How very difficult it is to grapple our deepest experiences with God into words.  “I felt my heart strangely warmed” is how John Wesley (the founder of Methodism) described his most significant encounter with God. It seems a little understated, a little unpoetic for such a great man of words. Yet the simplicity and authenticity of those words is precisely why they have stayed with me.

The words became more personal for me recently while reading a book called Red Moon Rising by Pete Greig. As I was reading the story of how the 24/7 Prayer movement began, I felt my own heart strangely warmed. Something about the way the Holy Spirit inspired a rather wild, unqualified bunch of young people to begin praying and preaching, moved me deeply. Their courage. Their bumbling obedience. Their joyful creativity. Their heart for God and the world. It was faith lived out in a real, expansive, impactful way. Part of me yearns to live this way too, even as another part wants to hide under the covers.
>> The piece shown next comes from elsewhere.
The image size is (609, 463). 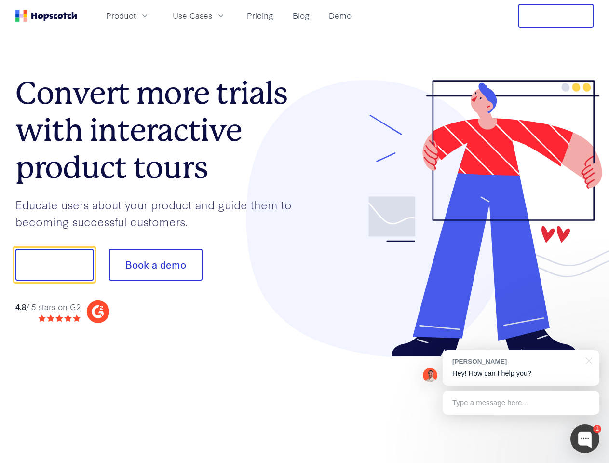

I wrote in my journal: “I’m both inspired and disturbed by such passionate Christianity that goes out of the comfort zone. But isn’t this exactly what God requires of us if we are to love him with all our heart, soul, mind and strength? Still, how I like my comfort and routine. I don’t want to be disrupted.”

Despite my somewhat reluctant desire, that ‘strange heart-warming’ has done something inside me. I find myself eager to pray early in the morning. The words of worship songs stir my emotions. I feel a little more courageous and a lot more joyful. I feel something unclenching inside me, an expansiveness welling up in me:

“We throw open our doors to God and discover at the same moment that He has already thrown open his door to us. We find ourselves standing where we always hoped we might stand—out in the wide-open spaces of God’s grace and glory, standing tall and shouting our praise” (Romans 5:1-2 MSG).

 

In my physical life I live in a city, hemmed in by walls and buildings on every side. But how I love wide open spaces—fields, mountains and beaches that go on as far as the eye can see. Places where you can breathe deeply and run and laugh and play. Spiritually, I have lived too long in small places, hemming God into a neat little box that I take out on Sundays and maybe polish a few times a week. But my God-warmed-heart calls me to much, much more:

“I can’t tell you how much I long for you to enter this wide-open, spacious life. We didn’t fence you in. The smallness you feel comes from within you. Your lives aren’t small but you’re living them in small ways … open up your lives. Live openly and expansively” (2 Corinthians 6:11-13).

 

I admit I’m a little scared but I’m letting God out of the box and following him where he leads, into his wonderful, wild, wide-open spaces.